B2B payment defaults on the rise in Asia-Pacific

A survey conducted by Atradius has found that businesses in Asia-Pacific have experienced a significant rise in ‘uncollectable’ payments on trade debt. The 3.6 percent figure in 2011 has increased to five percent in 2012. The latest Atradius Payment Practices Barometer, which focuses on Asia-Pacific, found that over half of the respondents also planned to increase measures to protect their businesses against deterioration of trade credit risk.

The November 2012 Atradius Payment Practices Barometer polled 1,661 businesses in Australia, China, Hong Kong, India, Indonesia, Japan, Singapore and Taiwan. On average, 30 percent of the total value of domestic and foreign B2B invoices issued by survey respondents remained unpaid at the due date. The highest percentage of overdue B2B invoices was approximately 35 percent in Hong Kong and the lowest fewer than 20 percent in Japan.

In addition, over 10 percent of invoices remained unpaid after three months overdue and over five percent of B2B receivables were defaulted upon. This percentage reached a high of seven percent in India and Singapore, and a low of around two percent in Japan. The impact of the significant levels of late payment is evidenced by the variance between the average payment term recorded in Asia-Pacific (32 days) and the average Days Sales Outstanding of 44 days.

Domestic payment delays due to liquidity restraints have also risen to 53.5 percent from 47.7 percent in 2011. Indonesian businesses are experiencing the toughest time, with 70 percent experiencing problems with domestic payments owed to them, whilst payments from foreign customers were mostly delayed because of the complexity of the payment procedure or inefficiencies of the banking system – around 45 percent of respondents in each case.

To reduce payment delays and payment defaults, over half of the survey respondents (53 percent) anticipate checking buyers’ creditworthiness more often, particularly respondents in Singapore (68.0 percent) and China (64.5 percent).

Alun Sweeney, Regional Director of Atradius UK & Ireland says with little or no growth in many primary European export destinations, export-orientated economies across Asia-Pacific will find stable growth challenging in 2013: “Specifically, only Ireland, Austria and Germany are forecast growth of one percent or more next year, whilst insolvencies are forecast to improve only in US, Japan, Norway and Canada.”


▸ What needs to be done:
Your answer consists of the lines in the data that contain "flow". Copy each of them.

▸ Figure collection entries:
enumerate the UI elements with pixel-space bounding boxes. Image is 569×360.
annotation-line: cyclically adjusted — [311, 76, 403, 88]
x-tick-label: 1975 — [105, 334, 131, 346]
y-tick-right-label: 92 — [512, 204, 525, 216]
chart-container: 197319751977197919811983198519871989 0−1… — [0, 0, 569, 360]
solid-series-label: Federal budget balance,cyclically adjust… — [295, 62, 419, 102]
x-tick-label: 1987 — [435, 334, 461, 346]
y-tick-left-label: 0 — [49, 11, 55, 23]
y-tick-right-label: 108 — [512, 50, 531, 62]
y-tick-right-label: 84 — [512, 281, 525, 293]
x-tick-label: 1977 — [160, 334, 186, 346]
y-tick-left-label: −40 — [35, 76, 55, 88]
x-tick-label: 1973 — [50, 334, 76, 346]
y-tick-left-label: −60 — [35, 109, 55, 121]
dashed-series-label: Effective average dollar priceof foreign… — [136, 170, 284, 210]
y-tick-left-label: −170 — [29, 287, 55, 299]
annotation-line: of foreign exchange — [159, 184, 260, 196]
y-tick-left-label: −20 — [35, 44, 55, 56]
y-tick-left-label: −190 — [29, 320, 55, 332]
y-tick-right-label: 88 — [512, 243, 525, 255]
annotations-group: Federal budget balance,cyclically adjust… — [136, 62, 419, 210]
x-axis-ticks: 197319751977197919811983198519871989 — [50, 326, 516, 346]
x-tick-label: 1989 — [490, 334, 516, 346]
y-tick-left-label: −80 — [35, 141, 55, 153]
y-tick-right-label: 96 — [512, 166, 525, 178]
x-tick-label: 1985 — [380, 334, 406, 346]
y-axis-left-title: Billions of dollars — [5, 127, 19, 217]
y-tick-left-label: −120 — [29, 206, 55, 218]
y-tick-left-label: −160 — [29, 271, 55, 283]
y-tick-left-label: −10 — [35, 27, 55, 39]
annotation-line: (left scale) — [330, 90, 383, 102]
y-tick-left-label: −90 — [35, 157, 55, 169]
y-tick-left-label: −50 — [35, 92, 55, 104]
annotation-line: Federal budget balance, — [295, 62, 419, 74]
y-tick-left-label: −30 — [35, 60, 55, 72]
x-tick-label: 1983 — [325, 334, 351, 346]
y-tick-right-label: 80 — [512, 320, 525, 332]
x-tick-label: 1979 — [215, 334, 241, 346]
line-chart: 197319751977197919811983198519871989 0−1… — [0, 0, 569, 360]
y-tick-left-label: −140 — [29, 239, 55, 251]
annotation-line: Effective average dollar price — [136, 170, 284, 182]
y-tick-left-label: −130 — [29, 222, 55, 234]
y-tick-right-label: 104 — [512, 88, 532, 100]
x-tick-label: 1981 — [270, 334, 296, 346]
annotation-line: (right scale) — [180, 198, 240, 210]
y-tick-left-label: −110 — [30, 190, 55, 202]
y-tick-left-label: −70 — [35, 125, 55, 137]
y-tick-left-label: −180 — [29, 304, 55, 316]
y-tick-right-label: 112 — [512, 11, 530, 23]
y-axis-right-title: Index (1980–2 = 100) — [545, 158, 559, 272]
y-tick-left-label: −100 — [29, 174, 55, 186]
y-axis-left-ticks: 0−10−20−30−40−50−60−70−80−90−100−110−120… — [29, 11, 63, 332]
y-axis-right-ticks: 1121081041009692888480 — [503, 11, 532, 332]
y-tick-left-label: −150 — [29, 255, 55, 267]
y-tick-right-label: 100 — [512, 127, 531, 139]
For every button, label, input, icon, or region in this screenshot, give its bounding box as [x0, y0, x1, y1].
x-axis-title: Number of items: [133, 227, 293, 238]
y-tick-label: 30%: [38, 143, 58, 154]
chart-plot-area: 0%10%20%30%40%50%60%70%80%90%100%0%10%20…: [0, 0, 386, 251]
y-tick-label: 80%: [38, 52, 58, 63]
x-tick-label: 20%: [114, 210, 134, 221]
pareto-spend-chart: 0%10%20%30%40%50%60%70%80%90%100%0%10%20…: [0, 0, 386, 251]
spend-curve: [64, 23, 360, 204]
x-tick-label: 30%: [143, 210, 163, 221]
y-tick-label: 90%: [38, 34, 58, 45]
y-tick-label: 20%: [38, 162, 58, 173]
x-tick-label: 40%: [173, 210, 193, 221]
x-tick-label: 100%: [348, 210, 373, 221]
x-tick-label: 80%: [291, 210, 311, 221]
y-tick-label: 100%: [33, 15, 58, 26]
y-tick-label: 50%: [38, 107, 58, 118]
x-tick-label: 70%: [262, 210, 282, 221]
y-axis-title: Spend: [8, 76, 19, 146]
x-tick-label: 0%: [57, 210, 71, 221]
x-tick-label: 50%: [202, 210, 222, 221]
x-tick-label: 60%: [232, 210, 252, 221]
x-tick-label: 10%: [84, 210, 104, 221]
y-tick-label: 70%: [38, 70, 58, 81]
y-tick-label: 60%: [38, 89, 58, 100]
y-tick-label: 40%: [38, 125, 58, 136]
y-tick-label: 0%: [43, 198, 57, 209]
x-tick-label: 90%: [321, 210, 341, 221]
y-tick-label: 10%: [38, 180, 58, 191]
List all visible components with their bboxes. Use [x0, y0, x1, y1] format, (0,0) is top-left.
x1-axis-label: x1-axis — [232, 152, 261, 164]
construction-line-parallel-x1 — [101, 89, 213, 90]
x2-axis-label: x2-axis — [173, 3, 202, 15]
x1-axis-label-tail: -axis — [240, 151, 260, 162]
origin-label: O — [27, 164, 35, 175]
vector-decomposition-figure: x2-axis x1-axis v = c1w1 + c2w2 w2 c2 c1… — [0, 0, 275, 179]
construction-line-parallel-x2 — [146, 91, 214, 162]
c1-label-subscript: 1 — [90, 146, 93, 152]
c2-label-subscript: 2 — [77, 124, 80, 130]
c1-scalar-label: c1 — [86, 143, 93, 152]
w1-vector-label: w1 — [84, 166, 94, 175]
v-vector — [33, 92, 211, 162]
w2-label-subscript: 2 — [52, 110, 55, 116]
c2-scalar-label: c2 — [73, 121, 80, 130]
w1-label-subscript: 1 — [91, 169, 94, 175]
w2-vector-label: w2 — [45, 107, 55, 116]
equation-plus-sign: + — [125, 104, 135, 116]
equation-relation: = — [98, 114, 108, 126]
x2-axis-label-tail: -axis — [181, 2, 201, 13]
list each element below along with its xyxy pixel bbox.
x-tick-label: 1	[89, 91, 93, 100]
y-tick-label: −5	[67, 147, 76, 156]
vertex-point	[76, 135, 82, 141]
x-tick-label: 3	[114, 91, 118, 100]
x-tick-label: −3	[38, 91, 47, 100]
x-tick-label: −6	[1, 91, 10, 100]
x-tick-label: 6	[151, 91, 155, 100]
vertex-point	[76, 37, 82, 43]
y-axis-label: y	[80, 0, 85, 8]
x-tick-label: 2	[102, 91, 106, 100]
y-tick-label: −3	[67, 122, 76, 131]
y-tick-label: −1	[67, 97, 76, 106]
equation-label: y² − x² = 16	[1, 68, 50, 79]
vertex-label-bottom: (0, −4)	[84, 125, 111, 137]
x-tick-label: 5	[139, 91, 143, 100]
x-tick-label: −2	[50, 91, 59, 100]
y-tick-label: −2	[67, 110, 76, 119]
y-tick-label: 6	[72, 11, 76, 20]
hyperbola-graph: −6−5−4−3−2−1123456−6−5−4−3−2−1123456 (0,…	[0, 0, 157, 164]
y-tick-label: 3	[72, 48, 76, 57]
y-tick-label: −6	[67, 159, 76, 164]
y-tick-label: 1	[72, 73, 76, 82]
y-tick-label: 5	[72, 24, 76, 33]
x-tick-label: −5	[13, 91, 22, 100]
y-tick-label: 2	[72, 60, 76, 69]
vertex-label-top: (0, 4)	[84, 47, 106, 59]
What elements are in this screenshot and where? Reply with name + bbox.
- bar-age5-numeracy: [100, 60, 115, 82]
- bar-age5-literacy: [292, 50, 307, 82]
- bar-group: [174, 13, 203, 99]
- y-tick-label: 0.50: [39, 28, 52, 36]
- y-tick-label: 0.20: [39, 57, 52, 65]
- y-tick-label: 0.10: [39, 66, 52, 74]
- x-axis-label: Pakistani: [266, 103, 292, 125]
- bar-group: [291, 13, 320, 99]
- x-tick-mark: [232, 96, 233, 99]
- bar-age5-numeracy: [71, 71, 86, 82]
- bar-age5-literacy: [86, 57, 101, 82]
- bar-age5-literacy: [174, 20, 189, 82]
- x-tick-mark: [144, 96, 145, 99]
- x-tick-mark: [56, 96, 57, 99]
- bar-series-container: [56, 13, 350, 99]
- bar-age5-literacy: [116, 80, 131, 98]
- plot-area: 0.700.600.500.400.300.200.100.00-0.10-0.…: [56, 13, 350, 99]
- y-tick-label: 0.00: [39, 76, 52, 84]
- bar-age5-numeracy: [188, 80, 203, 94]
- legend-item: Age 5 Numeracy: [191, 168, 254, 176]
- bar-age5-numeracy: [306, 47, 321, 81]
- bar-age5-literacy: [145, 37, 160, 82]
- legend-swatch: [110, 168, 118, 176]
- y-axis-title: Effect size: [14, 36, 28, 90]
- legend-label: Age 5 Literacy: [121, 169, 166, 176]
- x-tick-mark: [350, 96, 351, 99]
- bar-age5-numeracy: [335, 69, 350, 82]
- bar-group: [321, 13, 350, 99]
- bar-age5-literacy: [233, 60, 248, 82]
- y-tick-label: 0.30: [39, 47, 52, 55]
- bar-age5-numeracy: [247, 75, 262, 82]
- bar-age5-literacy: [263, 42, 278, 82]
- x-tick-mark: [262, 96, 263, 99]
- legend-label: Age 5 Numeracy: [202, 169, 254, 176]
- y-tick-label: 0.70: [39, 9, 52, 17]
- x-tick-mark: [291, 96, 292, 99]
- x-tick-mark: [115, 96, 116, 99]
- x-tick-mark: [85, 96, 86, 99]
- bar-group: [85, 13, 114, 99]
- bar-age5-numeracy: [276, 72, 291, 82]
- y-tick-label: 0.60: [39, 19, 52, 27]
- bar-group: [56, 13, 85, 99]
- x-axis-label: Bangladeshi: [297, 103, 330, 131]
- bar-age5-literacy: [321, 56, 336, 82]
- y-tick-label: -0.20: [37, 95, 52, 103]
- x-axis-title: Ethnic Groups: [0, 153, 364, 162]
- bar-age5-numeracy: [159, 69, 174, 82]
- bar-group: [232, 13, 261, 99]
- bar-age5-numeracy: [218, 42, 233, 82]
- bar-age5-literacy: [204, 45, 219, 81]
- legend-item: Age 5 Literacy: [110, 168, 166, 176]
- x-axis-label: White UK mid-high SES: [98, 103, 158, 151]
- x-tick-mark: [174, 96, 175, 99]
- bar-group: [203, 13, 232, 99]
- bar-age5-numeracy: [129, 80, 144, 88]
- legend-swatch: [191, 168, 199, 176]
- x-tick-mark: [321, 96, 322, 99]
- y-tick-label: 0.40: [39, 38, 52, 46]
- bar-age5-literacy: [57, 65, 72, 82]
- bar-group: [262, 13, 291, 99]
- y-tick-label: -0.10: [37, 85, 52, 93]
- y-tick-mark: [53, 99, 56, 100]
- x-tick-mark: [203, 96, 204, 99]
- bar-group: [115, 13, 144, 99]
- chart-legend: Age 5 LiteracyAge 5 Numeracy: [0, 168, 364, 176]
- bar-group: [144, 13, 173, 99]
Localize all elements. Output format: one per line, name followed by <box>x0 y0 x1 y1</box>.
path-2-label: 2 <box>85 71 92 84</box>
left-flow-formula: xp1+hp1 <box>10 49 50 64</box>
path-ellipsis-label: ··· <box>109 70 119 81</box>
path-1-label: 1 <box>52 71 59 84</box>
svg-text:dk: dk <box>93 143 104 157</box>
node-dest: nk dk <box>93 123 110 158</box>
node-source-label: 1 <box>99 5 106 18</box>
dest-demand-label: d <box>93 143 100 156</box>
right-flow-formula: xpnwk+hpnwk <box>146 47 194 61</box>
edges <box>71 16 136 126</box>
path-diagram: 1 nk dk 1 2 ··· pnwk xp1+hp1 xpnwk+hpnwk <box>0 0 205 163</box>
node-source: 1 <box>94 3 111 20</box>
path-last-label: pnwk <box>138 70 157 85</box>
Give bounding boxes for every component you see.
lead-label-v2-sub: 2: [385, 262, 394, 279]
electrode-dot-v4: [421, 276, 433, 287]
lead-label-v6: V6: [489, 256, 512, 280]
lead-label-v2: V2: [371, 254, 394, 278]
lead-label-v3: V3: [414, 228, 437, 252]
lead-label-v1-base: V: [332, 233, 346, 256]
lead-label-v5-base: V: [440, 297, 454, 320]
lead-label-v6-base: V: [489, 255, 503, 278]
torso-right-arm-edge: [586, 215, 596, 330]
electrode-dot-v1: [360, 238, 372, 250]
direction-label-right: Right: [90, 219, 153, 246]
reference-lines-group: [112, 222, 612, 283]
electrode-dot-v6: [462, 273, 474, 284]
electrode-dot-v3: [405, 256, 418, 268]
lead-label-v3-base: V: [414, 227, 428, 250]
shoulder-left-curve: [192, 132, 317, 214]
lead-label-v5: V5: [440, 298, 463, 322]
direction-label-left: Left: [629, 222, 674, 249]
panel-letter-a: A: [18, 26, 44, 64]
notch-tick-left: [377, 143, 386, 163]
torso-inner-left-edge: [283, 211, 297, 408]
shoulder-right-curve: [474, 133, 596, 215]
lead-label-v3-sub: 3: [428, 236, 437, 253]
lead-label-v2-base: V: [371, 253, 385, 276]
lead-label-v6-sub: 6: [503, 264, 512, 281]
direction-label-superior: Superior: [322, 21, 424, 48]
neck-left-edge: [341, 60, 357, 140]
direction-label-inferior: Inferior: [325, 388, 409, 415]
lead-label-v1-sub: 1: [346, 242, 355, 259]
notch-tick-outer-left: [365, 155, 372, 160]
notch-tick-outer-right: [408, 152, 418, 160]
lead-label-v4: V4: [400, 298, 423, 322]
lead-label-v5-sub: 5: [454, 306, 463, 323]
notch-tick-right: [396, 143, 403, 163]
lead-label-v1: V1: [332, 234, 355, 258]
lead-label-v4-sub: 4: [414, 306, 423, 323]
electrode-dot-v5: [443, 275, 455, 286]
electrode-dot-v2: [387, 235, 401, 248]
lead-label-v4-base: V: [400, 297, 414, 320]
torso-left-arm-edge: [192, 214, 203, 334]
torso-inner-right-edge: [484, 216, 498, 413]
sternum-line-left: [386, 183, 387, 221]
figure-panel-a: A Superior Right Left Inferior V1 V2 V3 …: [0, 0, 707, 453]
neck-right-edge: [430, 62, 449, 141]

▸ Response area:
left-flow-formula: xp1+hp1 <box>10 49 50 64</box>
right-flow-formula: xpnwk+hpnwk <box>146 47 194 61</box>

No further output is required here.